Senior Fellow, Center for Global Development, and
Professor of the Practice of International Development,
Kennedy School of Government, Harvard University
“The Battle for 2015”
We invite you to join us as we honor Lant Pritchett, recipient of the 2013 Distinguished Service Award. Since 1984, the David M. Kennedy Center for International Studies at Brigham Young University has presented the Distinguished Service Award to individuals who are among the most influential in their field and have made a significant contribution to our global understanding. Pritchett will discuss the evolving debate over post–Millennium Development Goal (MDG) agenda. As we approach the MDG’s 2015 expiration date, rich and poor countries alike are reassessing development priorities. In a lecture titled “The Battle for 2015,” Pritchett will explore what constitutes “development” and the instruments the international community should rely on to implement a new agenda. His remarks will focus on the dilemma’s facing developed country governments and the Obama administration in particular, in the run up to the post MDG era.

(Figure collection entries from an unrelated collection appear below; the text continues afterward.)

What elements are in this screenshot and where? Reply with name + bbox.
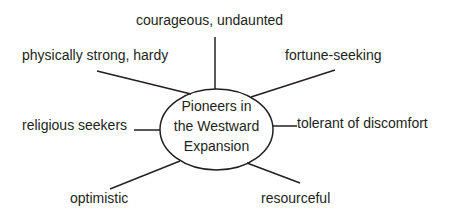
node-lower-left: optimistic <box>70 190 128 206</box>
center-line-2: the Westward <box>160 116 273 136</box>
connector-lower-right <box>247 163 300 183</box>
node-lower-right: resourceful <box>261 190 330 206</box>
concept-web-diagram: Pioneers in the Westward Expansion coura… <box>0 0 462 217</box>
center-line-1: Pioneers in <box>160 96 273 116</box>
node-right: tolerant of discomfort <box>297 115 428 131</box>
node-upper-right: fortune-seeking <box>285 47 382 63</box>
connector-upper-right <box>251 70 335 97</box>
node-top: courageous, undaunted <box>136 12 283 28</box>
node-upper-left: physically strong, hardy <box>22 47 168 63</box>
center-line-3: Expansion <box>160 136 273 156</box>
connector-lower-left <box>110 161 180 189</box>
connector-upper-left <box>97 71 191 94</box>
center-node: Pioneers in the Westward Expansion <box>160 96 273 156</box>
node-left: religious seekers <box>22 117 127 133</box>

Pritchett is widely considered as one of the most interesting, innovative, and important thinkers in the field of international development. A New York Times Magazine profile called him a “practiced iconoclast” and an economist who “has spent his career puncturing other peoples’ panaceas.” He was involved in some of the most important reports produced at the World Bank, which helped lead in part to a reconceptualization of how aid is apportioned. Pritchett is known for demonstrating there is a missing link between education and economic growth, for showing that government spending on health produces limited gains in infant mortality, and for pointing out the divergence between rich and poor countries has grown considerably over time. He received a BA in economics from Brigham Young University and a PhD from MIT.
Register via the Center for Global Development.